Tamman
New member
- Joined
- Mar 2, 2026
- Messages
- 18
Music theory class. We have to review a live performance with "technical analysis." Focus on harmony, structure, technique. Leave emotion out of it.
I went to a jazz concert last night. It was incredible. The saxophonist played a solo that made me cry. Not because of his technique (which was flawless) but because of what he COMMUNICATED. The feeling. The soul. The story.
Now I have to write 3 pages about chord progressions and key changes. About things I can measure instead of things I felt.
I know theory matters. I know technique matters. But is that really what music IS? Is that what we should be teaching? How to measure art instead of how to feel it?
My draft is technically correct. It's also dead. No life. No soul. No music.
How do you analyze without killing the thing you love?
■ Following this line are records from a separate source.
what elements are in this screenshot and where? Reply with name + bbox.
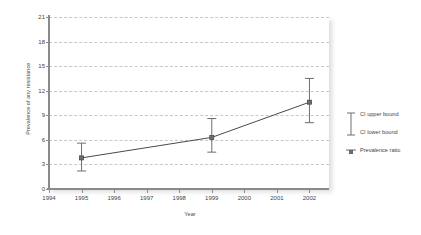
x-tick-label: 2002: [303, 195, 316, 201]
plot-area: 036912151821 199419951996199719981999200…: [49, 17, 329, 189]
legend-label-ci-lower: CI lower bound: [360, 130, 398, 136]
y-tick-label: 3: [42, 161, 45, 167]
x-tick-label: 1998: [173, 195, 186, 201]
chart-legend: CI upper bound CI lower bound Prevalence…: [343, 108, 421, 162]
data-point-marker: [210, 135, 214, 139]
x-tick-label: 2001: [270, 195, 283, 201]
x-tick-label: 1994: [42, 195, 55, 201]
legend-item-ci-upper: CI upper bound: [343, 108, 421, 126]
y-tick-label: 18: [38, 39, 45, 45]
legend-label-ci-upper: CI upper bound: [360, 112, 399, 118]
y-tick-label: 12: [38, 88, 45, 94]
x-axis-title: Year: [40, 212, 340, 218]
y-axis-title: Prevalence of any resistance: [26, 24, 31, 174]
x-tick-label: 1996: [107, 195, 120, 201]
y-tick-label: 21: [38, 14, 45, 20]
y-tick-label: 6: [42, 137, 45, 143]
prevalence-ratio-line: [82, 102, 310, 158]
x-tick-label: 1999: [205, 195, 218, 201]
y-tick-label: 15: [38, 63, 45, 69]
x-tick-label: 1995: [75, 195, 88, 201]
legend-item-prevalence-ratio: Prevalence ratio: [343, 144, 421, 162]
x-tick-label: 1997: [140, 195, 153, 201]
legend-item-ci-lower: CI lower bound: [343, 126, 421, 144]
data-point-marker: [307, 100, 311, 104]
data-series-layer: [49, 17, 329, 189]
square-marker-icon: [343, 144, 359, 162]
y-tick-label: 9: [42, 112, 45, 118]
data-point-marker: [80, 156, 84, 160]
x-tick-label: 2000: [238, 195, 251, 201]
legend-label-prevalence-ratio: Prevalence ratio: [360, 148, 400, 154]
error-bar-lower-cap-icon: [343, 126, 359, 144]
data-point-group: [207, 119, 216, 153]
error-bar-upper-cap-icon: [343, 108, 359, 126]
chart-figure: Prevalence of any resistance 03691215182…: [0, 0, 421, 235]
y-tick-label: 0: [42, 186, 45, 192]
data-point-group: [305, 78, 314, 122]
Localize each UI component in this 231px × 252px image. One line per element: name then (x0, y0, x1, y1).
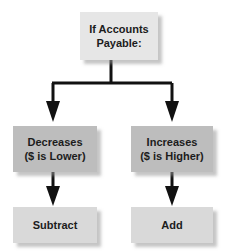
subtract-label: Subtract (33, 218, 78, 232)
arrowhead-add (165, 186, 179, 206)
root-label-line1: If Accounts (89, 22, 149, 36)
result-node-subtract: Subtract (13, 207, 97, 243)
arrowhead-subtract (46, 186, 60, 206)
arrowhead-decreases (46, 101, 60, 122)
condition-node-decreases: Decreases ($ is Lower) (13, 126, 97, 172)
condition-node-increases: Increases ($ is Higher) (131, 126, 213, 172)
root-node: If Accounts Payable: (80, 12, 158, 60)
arrowhead-increases (165, 101, 179, 122)
increases-label: Increases (140, 135, 204, 149)
root-label-line2: Payable: (89, 36, 149, 50)
add-label: Add (161, 218, 182, 232)
result-node-add: Add (131, 207, 213, 243)
increases-sublabel: ($ is Higher) (140, 149, 204, 163)
decreases-sublabel: ($ is Lower) (24, 149, 85, 163)
decreases-label: Decreases (24, 135, 85, 149)
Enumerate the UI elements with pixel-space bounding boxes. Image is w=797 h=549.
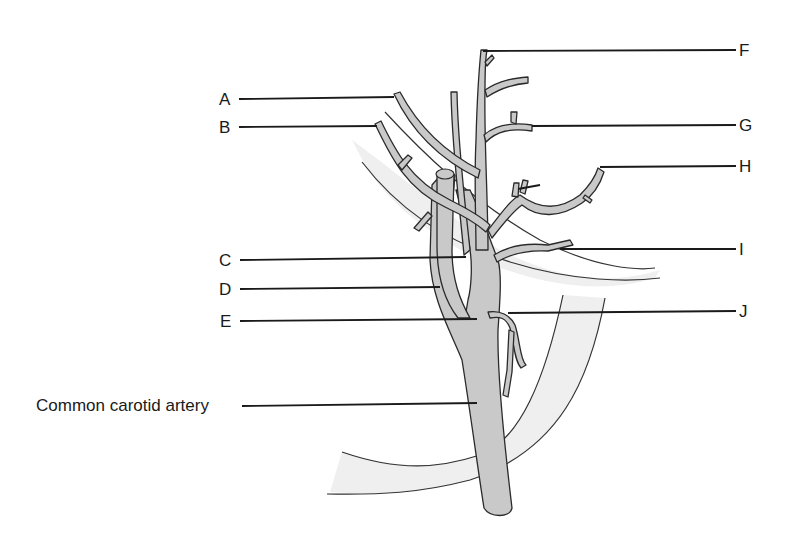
label-f: F [739, 42, 749, 59]
leader-b [239, 126, 377, 127]
leader-g [532, 125, 736, 126]
leader-d [240, 287, 440, 289]
label-g: G [739, 117, 752, 134]
label-i: I [739, 241, 744, 258]
g-branch [484, 124, 532, 142]
h-branch [488, 168, 604, 238]
leader-j [508, 311, 736, 313]
label-a: A [219, 91, 230, 108]
leader-h [600, 166, 736, 167]
leader-a [239, 97, 394, 99]
leader-e [240, 319, 477, 321]
label-d: D [219, 281, 231, 298]
label-e: E [220, 313, 231, 330]
leader-f [483, 50, 736, 51]
leader-common-carotid [242, 403, 477, 406]
carotid-diagram [0, 0, 797, 549]
label-c: C [219, 252, 231, 269]
label-common-carotid-artery: Common carotid artery [36, 397, 209, 414]
label-h: H [739, 158, 751, 175]
label-b: B [219, 119, 230, 136]
label-j: J [739, 303, 748, 320]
I went to a jazz concert last night. It was incredible. The saxophonist played a solo that made me cry. Not because of his technique (which was flawless) but because of what he COMMUNICATED. The feeling. The soul. The story.
Now I have to write 3 pages about chord progressions and key changes. About things I can measure instead of things I felt.
I know theory matters. I know technique matters. But is that really what music IS? Is that what we should be teaching? How to measure art instead of how to feel it?
My draft is technically correct. It's also dead. No life. No soul. No music.
How do you analyze without killing the thing you love?